Cuyahoga (pronounced ky-a-HO-ga) Valley National Park (CVNP), 20 miles long and six miles wide, was created expressly as an accessible resource for a large urban/suburban population. Its unique history includes many milestones and developments. Zoom to 1974 when a patchwork of 33,000 acres was designated a national recreation area; in 2000, the area graduated to national park status.

On today’s map, CVNP’s green expanses are sprinkled with white patches that represent private residences, housing tracts and the town of Peninsula, location of a storybook depot for the Cuyahoga Valley Scenic Railroad.
Features like the Beaver Marsh are not hard to find, as most are not far from Riverview Road, the main artery that bisects north and south the park’s 51 square miles. The thoroughfare roughly follows the path of the Cuyahoga River, responsible for creating the valley and many of the park’s other features — waterfalls, rock formations, geological layering, flora and fauna.
About 25 miles of the 100-mile river flow through the park. Looking at it now, it’s hard to imagine that this river once bore the dubious designation as the country’s filthiest, so polluted that it caught fire 14 times.
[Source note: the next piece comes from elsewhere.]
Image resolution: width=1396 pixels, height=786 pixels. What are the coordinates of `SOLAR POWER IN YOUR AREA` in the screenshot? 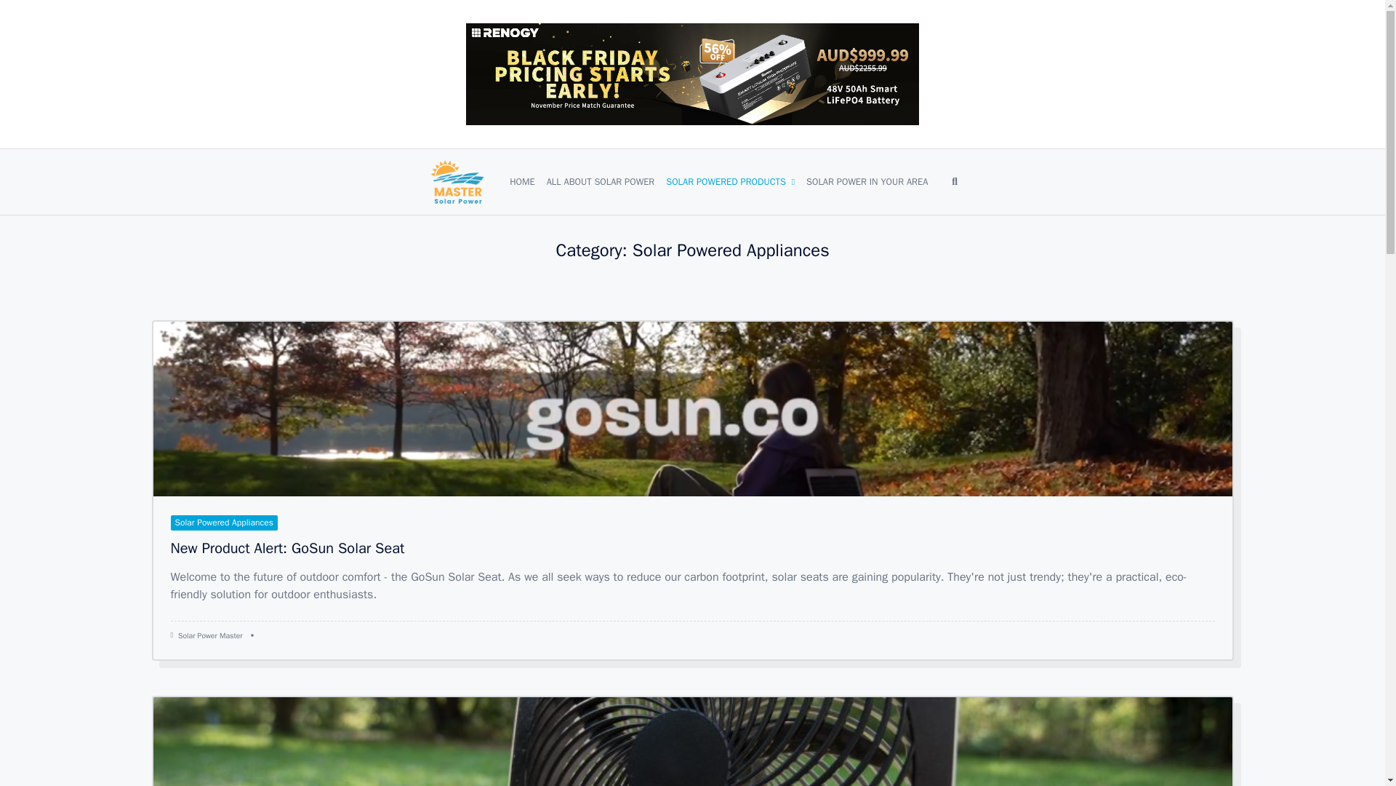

The last time, June 1969, spearheaded the country’s environmental movement and spawned the Environmental Protection Agency and Clean Water Act.
Thanks to both public and private efforts, the river enjoys new life that benefits a variety of species, including the human kind. It also has been designated an official Ohio Water Trail.
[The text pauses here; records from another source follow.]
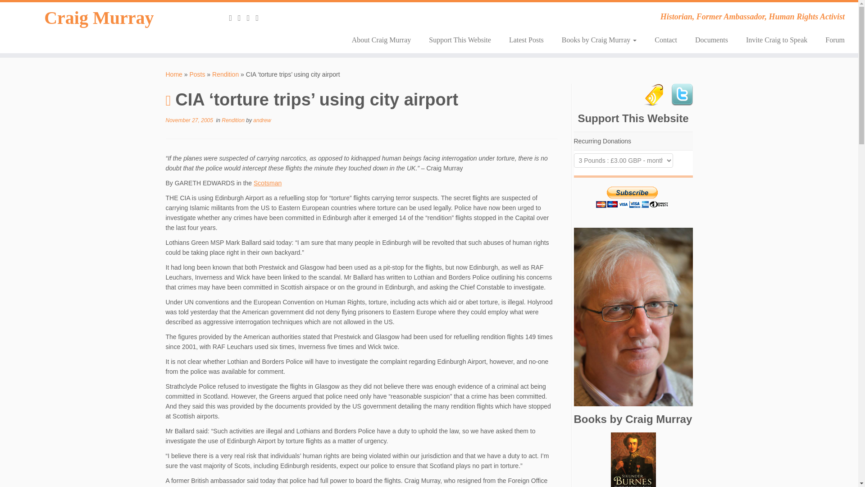 The height and width of the screenshot is (487, 865). I want to click on Follow me on Facebook, so click(260, 18).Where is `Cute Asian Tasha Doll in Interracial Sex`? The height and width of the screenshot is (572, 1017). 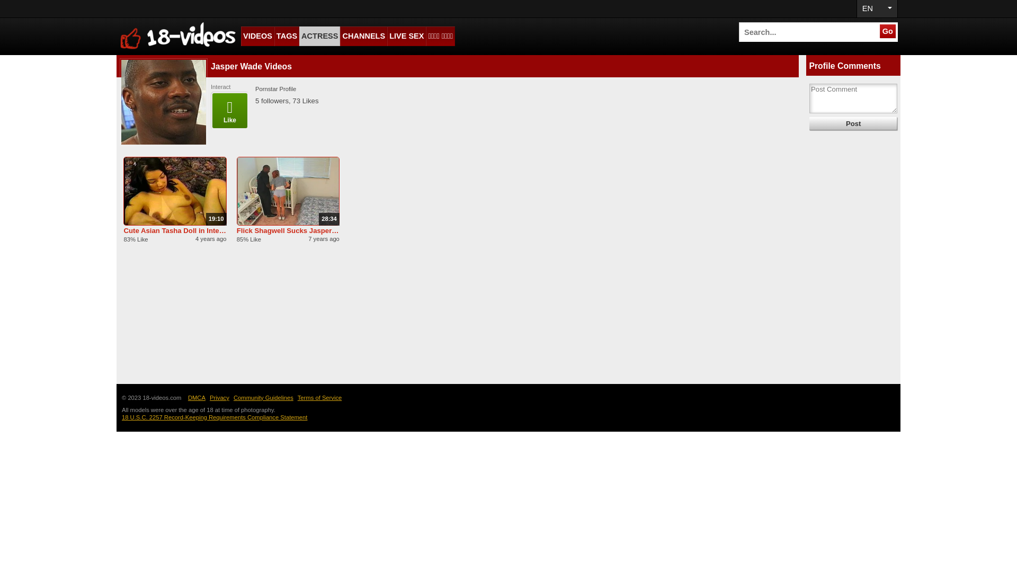 Cute Asian Tasha Doll in Interracial Sex is located at coordinates (175, 231).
“The Cuyahoga is one of the most kayakable rivers in the country,” says an energetic, gray-haired volunteer guide at the park’s Boston Mill Visitor Center, who adds that he has “been with the park since the beginning.”

He pulls out a newsprint map and points out some of the park’s most popular stops in the southern portion: Beaver Marsh; Everett Covered Bridge; Hale Farm & Village; The Ledges; the Village of Peninsula, which prides itself on its sustainable policies that “remove the sources of pollution (like sewage) from entering the Cuyahoga River”; and Brandywine Falls.
We make a beeline to the upper viewpoint for this 60-foot-high, cascading falls via a sturdy boardwalk that takes visitors on a short, verdant journey. Those who can navigate multiple stairways can follow the longer, lower boardwalk, which provides the best photo viewpoint. (There also is a wheelchair-accessible route to the upper viewpoint.)
The falls’ bridal-veil effect is created by shale, soft rock that was formed from mud found on the floor of the sea that covered this part of northeast Ohio 300 million to 400 million years ago. Today the waterfall attracts tourists because of its beauty, but early settlers viewed it as a source of power. Visitors can see the remnants of a grist mill just beyond the end of the upper-falls boardwalk. The falls also powered a woolen mill and a sawmill.
Local environmental enthusiasts say that CVNP should serve as a national model for protecting, restoring and transforming open spaces and waterways near urban areas that once were considered beyond saving.